By mid-October–only about two weeks after SNL and Gorch premiered–the contracts were signed, and Mandell had sold The Muppet Show to CBS, who seemed thrilled to air it now that they didn’t have to fund it themselves. And, as far as SNL, Lorne Michaels, the head of SNL, was more than happy to let them out of their contract, given how unpopular Gorch proved to be. But the sketch did stick around for much of Season 1, regardless, since besides two initial episodes in January, the rest of The Muppet Show‘s first season didn’t begin filming until May of that year.

 

Although chronologically, this stuff began to be set in motion after only two Gorch sketches aired, I decided not to bring it up until this post, because (a) there was still another season of Sesame Street to get through, amongst other things, before we reached The Muppet Show, and I didn’t want to get to this preliminary stuff and then have to wait for another month of posts till the show actually materialized, and (b) other than the first Lily Tomlin sketch, which we covered in the previous post, the first group of Gorch sketches were fairly straightforward and contained in its own universe.
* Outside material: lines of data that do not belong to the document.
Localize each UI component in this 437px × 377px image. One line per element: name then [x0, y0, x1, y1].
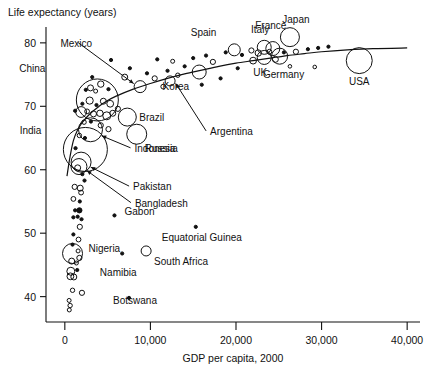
- data-point: [98, 81, 104, 87]
- point-label: Equatorial Guinea: [162, 232, 242, 243]
- label-leader-line: [78, 43, 134, 84]
- data-point: [317, 46, 320, 49]
- labeled-data-point: [127, 124, 147, 144]
- data-point: [106, 127, 111, 132]
- data-point: [78, 200, 81, 203]
- data-point: [327, 45, 330, 48]
- data-point: [67, 298, 71, 302]
- data-point: [224, 51, 227, 54]
- data-point: [74, 209, 77, 212]
- data-point: [81, 102, 84, 105]
- labeled-data-point: [118, 108, 136, 126]
- data-point: [94, 89, 98, 93]
- data-point: [240, 53, 243, 56]
- data-point: [210, 59, 215, 64]
- data-point: [72, 233, 75, 236]
- data-point: [67, 308, 71, 312]
- point-label: Botswana: [113, 295, 157, 306]
- data-point: [107, 88, 110, 91]
- labeled-data-point: [346, 48, 372, 74]
- labeled-data-point: [113, 214, 116, 217]
- labeled-data-point: [63, 127, 107, 171]
- data-point: [85, 109, 90, 114]
- labeled-data-point: [121, 252, 124, 255]
- x-tick-label: 20,000: [220, 334, 252, 346]
- x-tick-label: 0: [62, 334, 68, 346]
- point-label: Argentina: [210, 126, 253, 137]
- data-point: [77, 224, 82, 229]
- data-point: [313, 65, 317, 69]
- point-label: India: [20, 125, 42, 136]
- data-point: [166, 69, 169, 72]
- data-point: [236, 67, 239, 70]
- scatter-plot: Life expectancy (years) 4050607080 010,0…: [0, 0, 437, 377]
- point-label: Spain: [191, 27, 217, 38]
- point-label: Mexico: [60, 38, 92, 49]
- data-point: [107, 100, 114, 107]
- data-point: [109, 58, 112, 61]
- point-label: USA: [349, 76, 370, 87]
- y-tick-label: 80: [24, 37, 36, 49]
- point-label: Pakistan: [133, 181, 171, 192]
- point-label: Japan: [282, 14, 309, 25]
- point-label: Indonesia: [135, 143, 179, 154]
- data-point: [249, 48, 254, 53]
- data-point: [83, 179, 86, 182]
- data-point: [156, 58, 159, 61]
- data-point: [71, 197, 76, 202]
- labeled-data-point: [257, 50, 271, 64]
- chart-root: Life expectancy (years) 4050607080 010,0…: [0, 0, 437, 377]
- data-point: [76, 268, 79, 271]
- data-point: [97, 110, 103, 116]
- point-label: South Africa: [154, 256, 208, 267]
- data-point: [192, 56, 195, 59]
- data-point: [76, 237, 81, 242]
- y-tick-label: 70: [24, 100, 36, 112]
- point-label: Nigeria: [89, 243, 121, 254]
- axes: [46, 27, 420, 322]
- data-point: [293, 49, 298, 54]
- labeled-data-point: [194, 225, 197, 228]
- data-point: [219, 77, 222, 80]
- label-leader-line: [91, 167, 129, 186]
- labeled-data-point: [71, 152, 91, 172]
- x-tick-label: 40,000: [391, 334, 423, 346]
- data-point: [171, 59, 175, 63]
- data-point: [80, 218, 83, 221]
- labeled-data-point: [228, 44, 240, 56]
- y-axis-ticks: 4050607080: [24, 37, 46, 303]
- data-point: [76, 249, 80, 253]
- data-point: [86, 97, 93, 104]
- data-point: [70, 288, 74, 292]
- x-axis-ticks: 010,00020,00030,00040,000: [62, 322, 423, 346]
- data-point: [306, 48, 309, 51]
- point-label: Gabon: [125, 206, 155, 217]
- point-label: China: [19, 63, 46, 74]
- label-leader-line: [87, 171, 131, 203]
- y-tick-label: 50: [24, 227, 36, 239]
- y-axis-title: Life expectancy (years): [8, 6, 117, 18]
- data-point: [200, 83, 203, 86]
- y-tick-label: 40: [24, 291, 36, 303]
- data-point: [72, 184, 77, 189]
- data-point: [91, 111, 97, 117]
- data-point: [77, 208, 82, 213]
- data-point: [95, 103, 98, 106]
- point-label: Korea: [163, 81, 190, 92]
- point-label: Germany: [263, 69, 304, 80]
- data-point: [145, 72, 148, 75]
- x-tick-label: 30,000: [306, 334, 338, 346]
- x-axis-title: GDP per capita, 2000: [183, 352, 284, 364]
- labeled-data-point: [141, 246, 151, 256]
- data-point: [183, 65, 186, 68]
- data-point: [84, 88, 87, 91]
- data-point: [128, 67, 131, 70]
- data-point: [282, 51, 285, 54]
- data-point: [288, 65, 292, 69]
- data-point: [88, 85, 94, 91]
- data-point: [72, 216, 75, 219]
- y-tick-label: 60: [24, 164, 36, 176]
- labeled-data-points: [63, 28, 373, 300]
- data-point: [91, 76, 94, 79]
- data-point: [79, 290, 84, 295]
Around this point, however, they start getting increasingly meta, eventually coming to directly reference the fact that they weren’t meshing well with the rest of SNL. As Gorch‘s unpopularity actually becomes the main theme of the impending Gorch sketches, this seemed the best time to introduce their impending departure from the show.

 

Ploobis and Scred get wasted.

Ploobis and Scred get wasted.

So, without further ado, let’s look at the rest of the Gorch sketches, leading us all the way up to the precipice of that seminal moment in television history–the beginning of The Muppet Show: the first, which aired on December 13, 1975, is a standard Gorch sketch and a not particularly clever one at that. Ploobis gets riproaringly drunk, coerces Scred into doing so, as well, and that’s about it. There’s naturally some fun to be had thanks to the performers. As much as there may have issues backstage, Jim seemed to relish getting to act this sort of adult material with a Muppet, and he plays drunk Ploobis to the hilt. Ditto for Jerry Nelson’s Scred, who gets a few good digs in: Ploobis opines that he drinks because he hates himself, and Scred agrees that that must be why he drinks–he hates Ploobis, too! Overall, though, the sketch has very little to offer other than puppets getting drunk. Even the end seems to just peter out. The two go to the Mighty Flavog, as an inebriated lark rather than for advice, and after they piss him off for a few seconds, Flavog shoots them full of lightning for the crime of taking his name in vain. And the scene just stops there, with no real punchline or much of a point.

 

The next one–from December 20th–is where the meta really starts to kick into full gear, as the entire sketch revolves around the fact that none of the other SNL cast members have shown up to Ploobis and Peuta’s Christmas party, having all opted to attend the Killer Bees’ (a much more popular SNL sketch) holiday shindig instead. The entire scene is a self-referential gag on the fact that the Land of Gorch isn’t fitting well with the rest of the show. By the end, not only have Wisss and Vazh arrived and then abandoned the Gorch party to return to the Bees’, but Peuta has followed along with them, leaving just Ploobis and Scred to watch over this sad affair. Shortly afterwards, host Candice Bergen (who would go on to appear on The Muppet Show, as well) arrives and, to make them feel better, assures them that she likes intimate parties. Soon, she starts singing “Have Yourself a Merry Little Christmas” with them, and while it’s not quite as lovely as Lily Tomlin’s duet with Scred, it’s sweet nonetheless. Bergen, of course, has spent a great deal of her life around puppets, being the daughter of Edgar Bergen, the famous ventriloquist who was one of Jim’s idols growing up, making her a great choice to be one of the guest hosts to actually interact with them.